The Brave Little Parrot
Putnam · 1998 · paperback, hardcover
Ages 5-9 Buddhist
A single Jataka tale — the Buddha as a parrot, flying back and forth to a burning forest with droplets of water on his wings — rendered as a picture book by one of the strongest folktale retellers writing in English.
Editor's review
The Jataka tales — the cycle of stories about the Buddha’s previous lives as animals — are one of the great unsung children’s literatures of the world. They are simple, kind, and structurally repeatable: in each one, the Buddha- to-be does the thing the moment calls for, without calculation, and the world responds. The trouble is that English-language collections of them are either out of print, scholarly, or pious in a way children find off-putting.
Rafe Martin, who has spent his career as a folktale reteller and a practising Zen Buddhist, has done the best single-tale picture-book version of any Jataka — this one. The forest is on fire. The parrot flies to the river, wets his wings, returns, and shakes a few drops onto the flames. He does it again. And again. The gods of the forest are watching, and they are first amused, then troubled, then moved. The story turns when one of them — there are several traditional versions — comes down to help, and the rain begins.
Martin’s text is rhythmic, almost chant-like, which is right for the source material. Susan Gaber’s paintings are warm and slightly stylized — the parrot is small and brave, the forest is large and green, the fire is real but not overwhelming. The pacing of the book — slow, then faster, then a beat of stillness, then the rain — is unusual for the age band and is what makes the ending feel earned.
A first Jataka book for a 5-year-old. A first Buddhist book about effort and selflessness without the moralizing framing. Pairs naturally with the longer biographies of the Buddha — Under the Bodhi Tree, Demi’s Buddha — once a child wants to know what kind of teacher this person who once was a parrot grew up to be.
Stays in print under various imprints; the Putnam hardcover and the Puffin paperback are the two common editions.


* _WORK ITEM_:
Number of lines with "ylabel" in the data: give that figure by itself.

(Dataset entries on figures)
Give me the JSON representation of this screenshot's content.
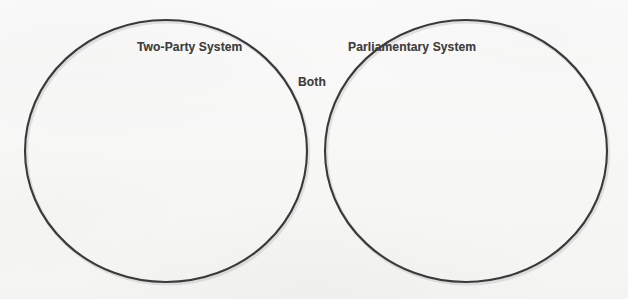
{
  "diagram": {
    "type": "venn",
    "sets": 2,
    "background_color": "#f8f8f7",
    "stroke_color": "#3a3a3a",
    "text_color": "#3f3f3f",
    "left_set": {
      "label": "Two-Party System",
      "center_x": 166,
      "center_y": 151,
      "radius": 141
    },
    "right_set": {
      "label": "Parliamentary System",
      "center_x": 466,
      "center_y": 151,
      "radius": 141
    },
    "intersection": {
      "label": "Both"
    }
  }
}
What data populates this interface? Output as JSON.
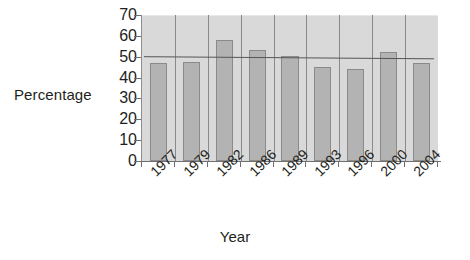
{
  "chart_data": {
    "type": "bar",
    "title": "",
    "xlabel": "Year",
    "ylabel": "Percentage",
    "categories": [
      "1977",
      "1979",
      "1982",
      "1986",
      "1989",
      "1993",
      "1996",
      "2000",
      "2004"
    ],
    "values": [
      47,
      47.5,
      58,
      53,
      50.5,
      45,
      44,
      52.5,
      47
    ],
    "ylim": [
      0,
      70
    ],
    "ytick_labels": [
      "70",
      "60",
      "50",
      "40",
      "30",
      "20",
      "10",
      "0"
    ],
    "ytick_values": [
      70,
      60,
      50,
      40,
      30,
      20,
      10,
      0
    ],
    "ystep": 10,
    "grid": "vertical",
    "legend": "none",
    "series": [
      {
        "name": "Percentage",
        "values": [
          47,
          47.5,
          58,
          53,
          50.5,
          45,
          44,
          52.5,
          47
        ],
        "color": "#b3b3b3"
      },
      {
        "name": "trendline",
        "type": "line",
        "start_value": 50,
        "end_value": 49,
        "color": "#555555"
      }
    ],
    "colors": {
      "bar_fill": "#b3b3b3",
      "bar_edge": "#8a8a8a",
      "plot_background": "#d9d9d9",
      "gridline": "#8a8a8a",
      "axis": "#6f6f6f",
      "text": "#231f20",
      "trendline": "#555555",
      "page_background": "#ffffff"
    }
  }
}
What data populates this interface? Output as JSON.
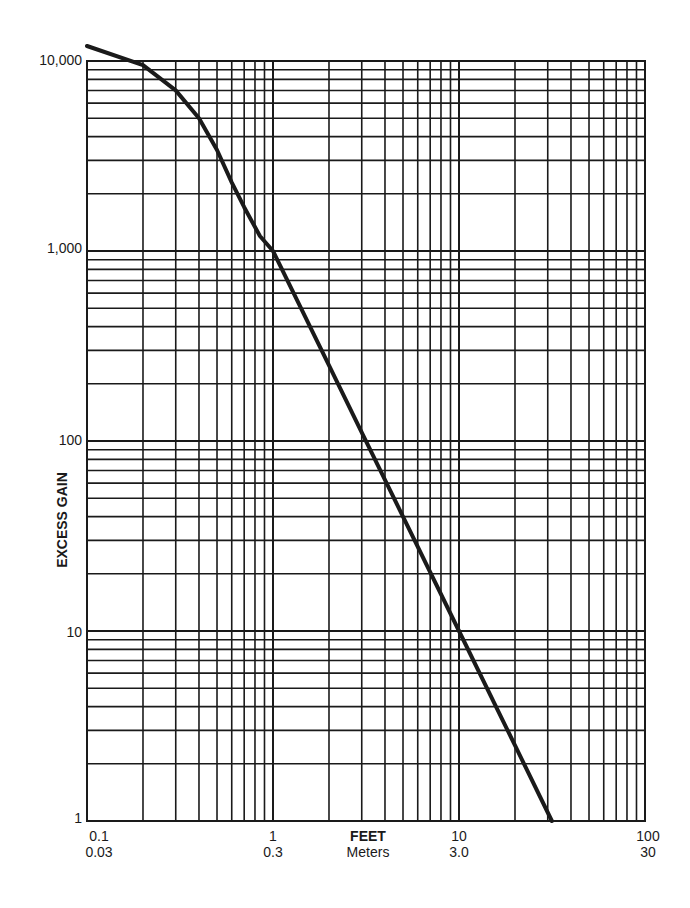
{
  "chart_data": {
    "type": "line",
    "title": "",
    "xlabel": "FEET",
    "xlabel_secondary": "Meters",
    "ylabel": "EXCESS GAIN",
    "x_scale": "log",
    "y_scale": "log",
    "xlim": [
      0.1,
      100
    ],
    "ylim": [
      1,
      10000
    ],
    "grid": true,
    "legend": null,
    "x_ticks": [
      {
        "value": 0.1,
        "label": "0.1",
        "label_secondary": "0.03"
      },
      {
        "value": 1,
        "label": "1",
        "label_secondary": "0.3"
      },
      {
        "value": 10,
        "label": "10",
        "label_secondary": "3.0"
      },
      {
        "value": 100,
        "label": "100",
        "label_secondary": "30"
      }
    ],
    "y_ticks": [
      {
        "value": 1,
        "label": "1"
      },
      {
        "value": 10,
        "label": "10"
      },
      {
        "value": 100,
        "label": "100"
      },
      {
        "value": 1000,
        "label": "1,000"
      },
      {
        "value": 10000,
        "label": "10,000"
      }
    ],
    "series": [
      {
        "name": "Excess gain vs distance",
        "x": [
          0.1,
          0.2,
          0.3,
          0.4,
          0.5,
          0.6,
          0.7,
          0.85,
          1,
          2,
          3,
          5,
          10,
          20,
          31.6
        ],
        "values": [
          12000,
          9500,
          7000,
          5000,
          3400,
          2300,
          1700,
          1200,
          1000,
          250,
          111,
          40,
          10,
          2.5,
          1
        ]
      }
    ]
  },
  "labels": {
    "y_axis_title": "EXCESS GAIN",
    "x_axis_title": "FEET",
    "x_axis_subtitle": "Meters",
    "y_ticks": [
      "1",
      "10",
      "100",
      "1,000",
      "10,000"
    ],
    "x_ticks_feet": [
      "0.1",
      "1",
      "10",
      "100"
    ],
    "x_ticks_meters": [
      "0.03",
      "0.3",
      "3.0",
      "30"
    ]
  }
}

* _OUTPUT FOR THIS TASK_:
2